When the Flyers last met the New York Rangers on Oct. 24, they turned in their best effort of the season and managed to best the Rangers in a shootout by a 3-2 final.
That pulled their record to 4-2-1 through seven games of the season. Things turned south in a hurry from there.
But after their latest win, a 3-0 shutout win at Madison Square Garden in an effort that quite possibly bests the one in October's shootout win, perhaps the Flyers are gaining the momentum back.
In four games this week, the Flyers have taken a 6-9-5 record and improved to 9-10-5, earning six out of a possible eight points. Not a bad way to close out a November to forget.
What made this game so good for the Flyers was the ability to overcome adversity and string together one solid shift after another defensively.
It was an adventurous first period. The Rangers fired 10 shots on net. They helped limit the Flyers to three defensemen at one time.
Nick Schultz left with an injury. Luke Schenn was given 17 penalty minutes defending the hit on Schultz — five for fighting, two for instigation and a 10-minute misconduct. Radko Gudas took an unsportsmanlike conduct penalty late in the first.
After 20 minutes, the Flyers were still locked in a scoreless tie with the Rangers.
So much of that first period was similar to the rest of the Flyers month. They were badly outshot, 10-4. They couldn't generate offense. They were on their heels on defense. Turnovers weren't helping the cause.
The final 40 minutes don't get much better. They outshot the Rangers, 30-14. They did not take any penalties. They generated chances, and capitalized twice. They defended as well as any team in the league, bottling up the neutral zone and taking away the front of the net.
The line of Sean Couturier, Wayne Simmonds and Matt Read was easily the best in the game, delivering one of the best performances of a single Flyers line this season. Simmonds had two goals, Couturier had the other goal and the line combined for 11 shots.
Shorthanded on the defensive end, the Flyers got workhorse performances from several defensemen. Michael Del Zotto not only had an assist in the game, but also finished plus-2 with 29:20 of ice time. Gudas had 25:23 of ice time. Evgeny Medvedev, in just his second game back from being a healthy scratch, played 25:52 while being a plus-1.
And Steve Mason finally got on the winning end of one of those shutouts. Mason, who had already posted one 60-minute scoreless effort that ended in a 1-0 overtime loss, and had two shutouts end in losses last season, made 24 saves to secure his first shutout of the season.
That is a playoff team.
The problem for the Flyers is that they have yet to sustain that type of play. If we're looking one month between games of that caliber for the Flyers, then they are too inconsistent to enter the playoff picture.
That said, consider this. The Flyers had just two wins in November entering this week. They doubled their win total and then some with strong play this week.
Now, the calendar will flip to December, where the Flyers will look to carry the momentum over to the remainder of the current road trip as they look to climb the standings as well.
It is going to take the effort the Flyers used on Saturday to do it, and it will require consistency. But in those moments, you see a team that is not only capable of defeating a team on the level of the Rangers — not once, but twice — but also capable of shutting down an offense with strong neutral-zone play and aggressive defense.
Playing that way consistently is not going to be easy, but if nothing else, the Flyers have proved they can do it. That is the real victory of this weekend. And that should build some momentum moving forward.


WHAT IS REQUIRED » What lines in the material hold the string "CNLL"? Return every one of them.

RECORDS SUPPLIED »
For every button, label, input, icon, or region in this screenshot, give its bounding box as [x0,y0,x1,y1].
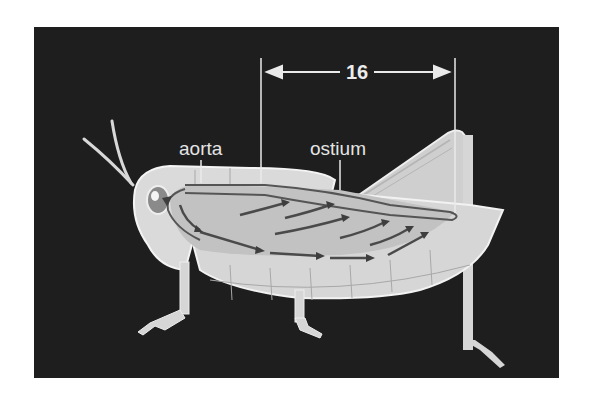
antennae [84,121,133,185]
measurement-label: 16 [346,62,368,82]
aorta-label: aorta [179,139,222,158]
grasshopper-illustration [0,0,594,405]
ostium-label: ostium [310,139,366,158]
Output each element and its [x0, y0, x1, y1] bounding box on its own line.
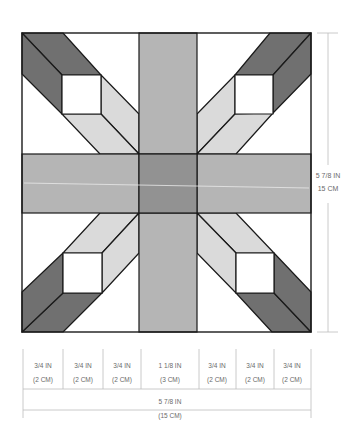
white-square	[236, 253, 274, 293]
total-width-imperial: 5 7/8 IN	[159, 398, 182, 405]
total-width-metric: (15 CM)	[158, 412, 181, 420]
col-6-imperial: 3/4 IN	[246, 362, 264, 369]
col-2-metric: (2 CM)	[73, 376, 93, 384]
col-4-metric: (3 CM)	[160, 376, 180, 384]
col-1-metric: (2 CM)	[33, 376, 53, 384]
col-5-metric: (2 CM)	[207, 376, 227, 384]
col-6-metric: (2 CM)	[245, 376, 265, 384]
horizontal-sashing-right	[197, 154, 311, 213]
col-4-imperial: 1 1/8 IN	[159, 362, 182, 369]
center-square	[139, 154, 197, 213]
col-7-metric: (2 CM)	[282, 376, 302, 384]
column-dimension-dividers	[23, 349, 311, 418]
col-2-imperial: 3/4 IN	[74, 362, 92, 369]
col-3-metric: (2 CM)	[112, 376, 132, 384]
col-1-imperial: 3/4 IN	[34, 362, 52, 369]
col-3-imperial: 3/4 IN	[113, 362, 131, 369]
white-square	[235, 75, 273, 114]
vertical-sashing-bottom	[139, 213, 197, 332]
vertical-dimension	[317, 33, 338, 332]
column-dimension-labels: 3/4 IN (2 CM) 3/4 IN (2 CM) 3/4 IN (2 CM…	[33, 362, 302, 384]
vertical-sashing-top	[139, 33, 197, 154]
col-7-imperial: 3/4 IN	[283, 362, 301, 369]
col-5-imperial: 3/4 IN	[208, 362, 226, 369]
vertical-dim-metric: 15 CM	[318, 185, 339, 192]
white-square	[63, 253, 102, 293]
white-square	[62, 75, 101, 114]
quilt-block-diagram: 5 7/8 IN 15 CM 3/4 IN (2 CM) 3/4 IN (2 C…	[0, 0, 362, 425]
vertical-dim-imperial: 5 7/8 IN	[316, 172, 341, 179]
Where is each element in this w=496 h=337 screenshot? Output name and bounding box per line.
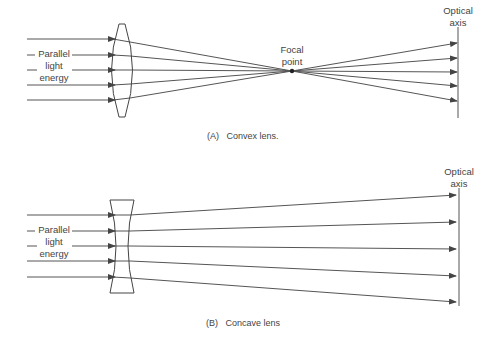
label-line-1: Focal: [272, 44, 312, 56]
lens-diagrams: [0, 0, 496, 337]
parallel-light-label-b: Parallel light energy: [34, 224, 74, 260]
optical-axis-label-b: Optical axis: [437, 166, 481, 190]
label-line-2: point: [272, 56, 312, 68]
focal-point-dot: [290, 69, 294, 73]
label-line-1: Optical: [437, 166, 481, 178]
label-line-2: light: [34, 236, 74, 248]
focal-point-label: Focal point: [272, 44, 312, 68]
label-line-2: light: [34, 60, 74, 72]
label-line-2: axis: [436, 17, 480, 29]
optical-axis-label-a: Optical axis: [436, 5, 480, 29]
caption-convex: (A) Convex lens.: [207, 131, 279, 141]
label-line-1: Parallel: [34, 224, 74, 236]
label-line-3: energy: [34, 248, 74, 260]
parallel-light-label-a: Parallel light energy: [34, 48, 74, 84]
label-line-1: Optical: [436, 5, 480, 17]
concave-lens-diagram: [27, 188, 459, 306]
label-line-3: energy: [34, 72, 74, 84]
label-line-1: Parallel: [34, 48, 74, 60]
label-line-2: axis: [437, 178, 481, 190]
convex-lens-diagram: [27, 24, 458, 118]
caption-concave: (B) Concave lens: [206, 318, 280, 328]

...

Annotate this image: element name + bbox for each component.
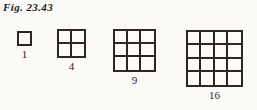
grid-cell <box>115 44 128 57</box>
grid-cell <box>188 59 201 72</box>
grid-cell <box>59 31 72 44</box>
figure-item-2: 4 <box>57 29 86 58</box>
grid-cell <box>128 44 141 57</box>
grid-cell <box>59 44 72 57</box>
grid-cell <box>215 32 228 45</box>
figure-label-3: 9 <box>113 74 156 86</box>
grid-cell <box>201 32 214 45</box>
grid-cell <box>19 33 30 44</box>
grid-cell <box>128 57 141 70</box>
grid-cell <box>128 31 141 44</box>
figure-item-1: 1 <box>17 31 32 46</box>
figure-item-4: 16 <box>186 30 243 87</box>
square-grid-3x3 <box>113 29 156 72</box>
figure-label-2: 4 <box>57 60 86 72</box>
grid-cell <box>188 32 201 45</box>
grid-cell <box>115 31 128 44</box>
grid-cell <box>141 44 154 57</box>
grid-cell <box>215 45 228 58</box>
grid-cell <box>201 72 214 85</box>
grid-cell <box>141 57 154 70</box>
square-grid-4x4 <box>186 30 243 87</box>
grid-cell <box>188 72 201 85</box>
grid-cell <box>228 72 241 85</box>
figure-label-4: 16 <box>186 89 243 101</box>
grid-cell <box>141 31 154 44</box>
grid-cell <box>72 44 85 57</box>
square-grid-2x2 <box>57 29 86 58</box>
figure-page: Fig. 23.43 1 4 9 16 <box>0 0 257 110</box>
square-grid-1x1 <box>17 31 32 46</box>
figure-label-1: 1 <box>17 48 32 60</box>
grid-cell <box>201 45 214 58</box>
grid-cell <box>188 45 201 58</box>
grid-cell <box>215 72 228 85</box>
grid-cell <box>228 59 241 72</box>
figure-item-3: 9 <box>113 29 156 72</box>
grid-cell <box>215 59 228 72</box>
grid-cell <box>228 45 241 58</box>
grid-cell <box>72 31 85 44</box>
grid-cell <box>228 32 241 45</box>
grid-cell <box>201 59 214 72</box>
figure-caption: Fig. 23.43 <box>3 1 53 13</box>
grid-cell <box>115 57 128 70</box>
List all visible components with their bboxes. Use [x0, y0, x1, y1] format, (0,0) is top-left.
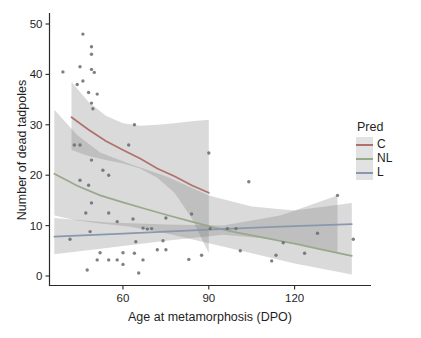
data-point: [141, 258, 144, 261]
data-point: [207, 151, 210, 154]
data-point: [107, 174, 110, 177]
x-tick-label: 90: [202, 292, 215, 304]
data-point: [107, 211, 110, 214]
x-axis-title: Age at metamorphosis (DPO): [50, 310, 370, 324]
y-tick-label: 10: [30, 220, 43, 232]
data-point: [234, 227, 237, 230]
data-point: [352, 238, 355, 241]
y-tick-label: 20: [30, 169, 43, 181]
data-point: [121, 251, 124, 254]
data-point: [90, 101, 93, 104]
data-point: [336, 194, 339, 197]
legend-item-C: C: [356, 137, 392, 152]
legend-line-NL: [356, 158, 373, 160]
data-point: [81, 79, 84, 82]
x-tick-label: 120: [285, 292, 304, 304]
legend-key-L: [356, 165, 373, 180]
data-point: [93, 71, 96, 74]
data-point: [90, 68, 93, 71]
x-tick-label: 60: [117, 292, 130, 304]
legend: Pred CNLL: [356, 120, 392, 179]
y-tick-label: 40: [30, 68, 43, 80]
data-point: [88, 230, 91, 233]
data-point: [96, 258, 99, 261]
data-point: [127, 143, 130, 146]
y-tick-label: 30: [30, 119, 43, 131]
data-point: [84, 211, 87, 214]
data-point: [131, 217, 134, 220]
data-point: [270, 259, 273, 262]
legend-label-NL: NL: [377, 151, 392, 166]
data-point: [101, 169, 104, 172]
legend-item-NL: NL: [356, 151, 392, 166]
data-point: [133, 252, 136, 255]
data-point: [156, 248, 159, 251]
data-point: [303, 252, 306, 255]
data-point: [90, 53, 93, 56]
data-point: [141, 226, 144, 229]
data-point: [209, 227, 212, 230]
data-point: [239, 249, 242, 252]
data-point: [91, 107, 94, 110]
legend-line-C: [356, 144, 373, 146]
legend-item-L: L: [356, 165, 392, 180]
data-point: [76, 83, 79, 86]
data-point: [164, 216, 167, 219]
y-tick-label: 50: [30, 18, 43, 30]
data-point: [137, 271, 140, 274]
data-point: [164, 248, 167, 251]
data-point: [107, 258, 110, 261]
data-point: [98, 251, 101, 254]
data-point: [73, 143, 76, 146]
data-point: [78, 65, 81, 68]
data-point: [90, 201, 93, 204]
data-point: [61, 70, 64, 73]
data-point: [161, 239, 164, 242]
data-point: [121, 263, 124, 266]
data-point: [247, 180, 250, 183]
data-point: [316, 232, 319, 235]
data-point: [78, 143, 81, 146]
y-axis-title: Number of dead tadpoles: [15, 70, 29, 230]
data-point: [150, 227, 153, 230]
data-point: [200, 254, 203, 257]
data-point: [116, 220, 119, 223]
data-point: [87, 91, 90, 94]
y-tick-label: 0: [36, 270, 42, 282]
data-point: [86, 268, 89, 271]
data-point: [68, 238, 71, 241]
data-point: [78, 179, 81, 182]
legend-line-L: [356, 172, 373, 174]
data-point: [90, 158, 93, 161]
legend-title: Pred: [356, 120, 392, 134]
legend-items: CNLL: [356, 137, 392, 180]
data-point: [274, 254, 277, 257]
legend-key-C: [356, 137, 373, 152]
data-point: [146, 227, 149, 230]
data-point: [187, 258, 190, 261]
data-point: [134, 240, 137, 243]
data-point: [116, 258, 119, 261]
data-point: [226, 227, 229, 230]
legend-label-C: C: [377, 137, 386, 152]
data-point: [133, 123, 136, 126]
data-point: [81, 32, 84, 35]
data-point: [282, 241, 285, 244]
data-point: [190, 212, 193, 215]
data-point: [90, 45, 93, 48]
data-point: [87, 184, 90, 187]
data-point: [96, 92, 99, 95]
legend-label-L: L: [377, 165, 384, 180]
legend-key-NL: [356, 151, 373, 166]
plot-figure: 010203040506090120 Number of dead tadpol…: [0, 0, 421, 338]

OUTPUT FOR THIS TASK »
legend: Pred CNLL: [356, 120, 392, 179]
legend-items: CNLL: [356, 137, 392, 180]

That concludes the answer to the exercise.